Exactly the lines from the one containing "Find the location of a particular element." through the final line of the data below, with pictures omitted, make up the answer.

....

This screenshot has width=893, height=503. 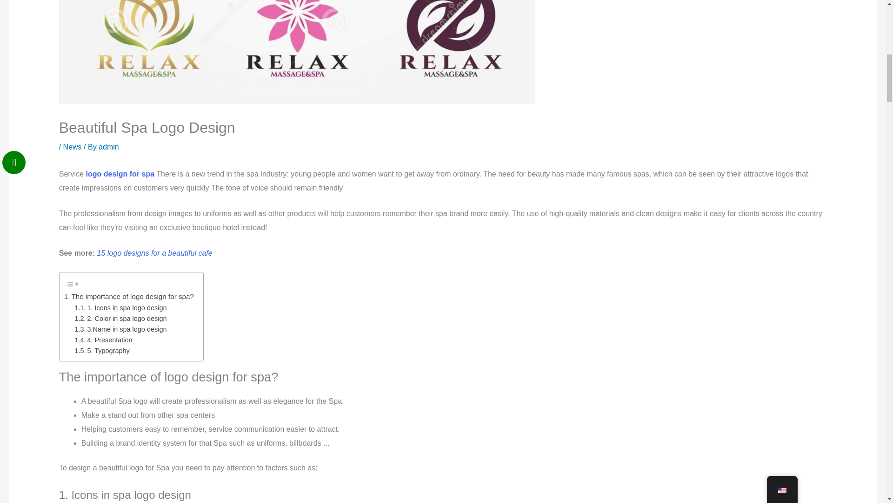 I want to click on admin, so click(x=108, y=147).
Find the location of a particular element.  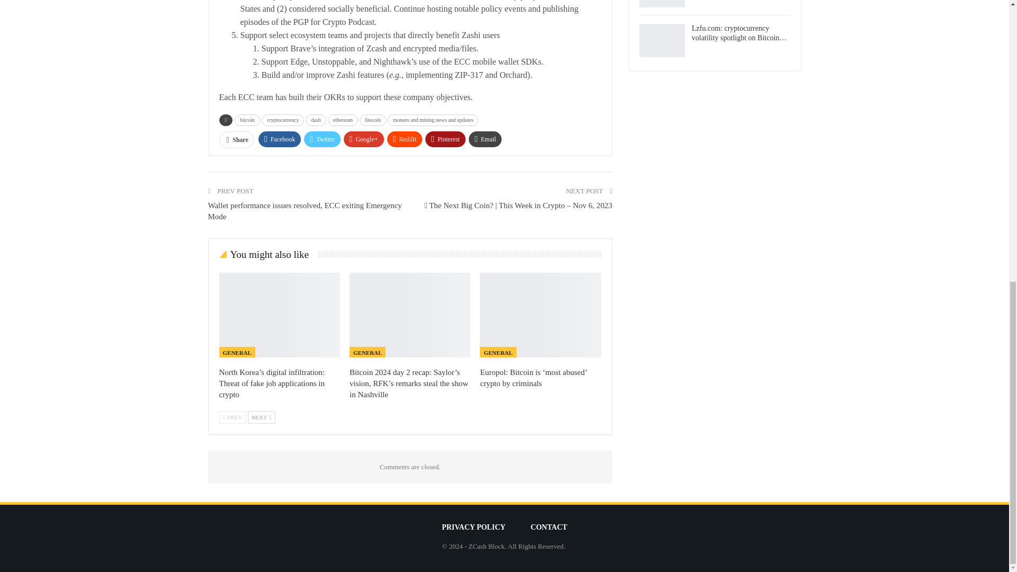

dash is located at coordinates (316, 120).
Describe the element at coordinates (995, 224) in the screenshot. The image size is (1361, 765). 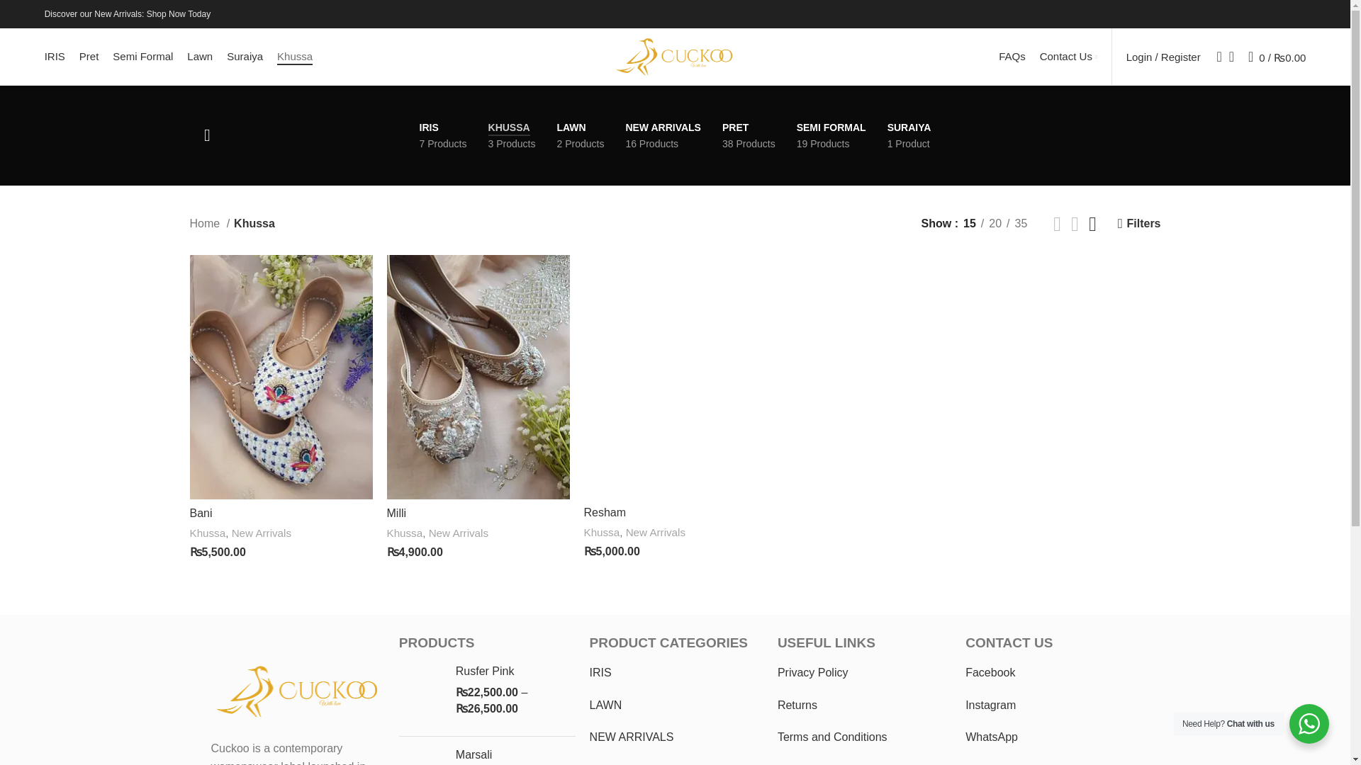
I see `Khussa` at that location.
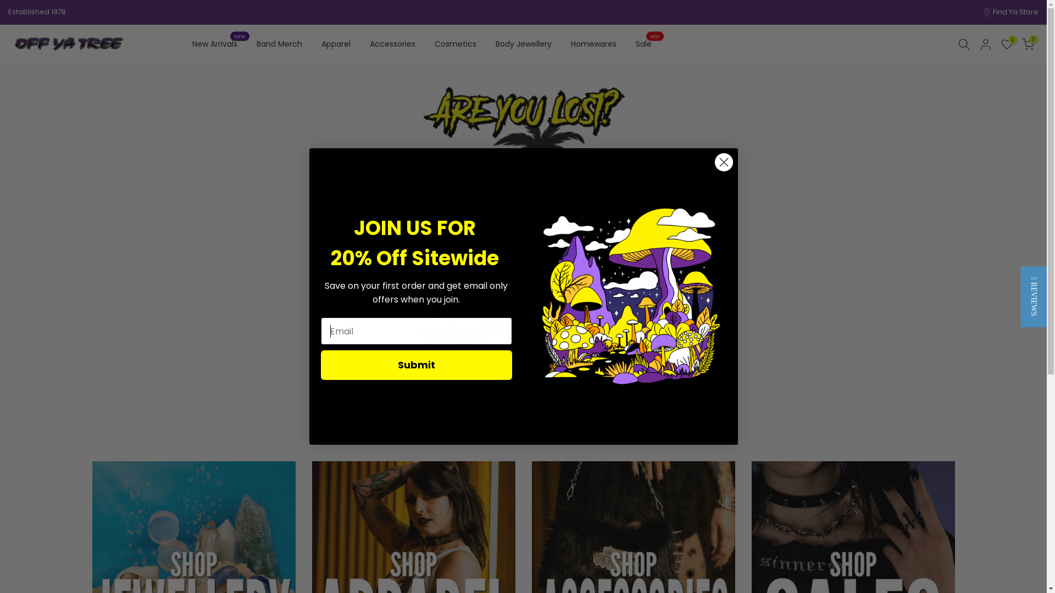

....

Exercise solution —
Find the location of a particular element.  

dash is located at coordinates (316, 120).
Describe the element at coordinates (995, 224) in the screenshot. The image size is (1361, 765). 
I see `Khussa` at that location.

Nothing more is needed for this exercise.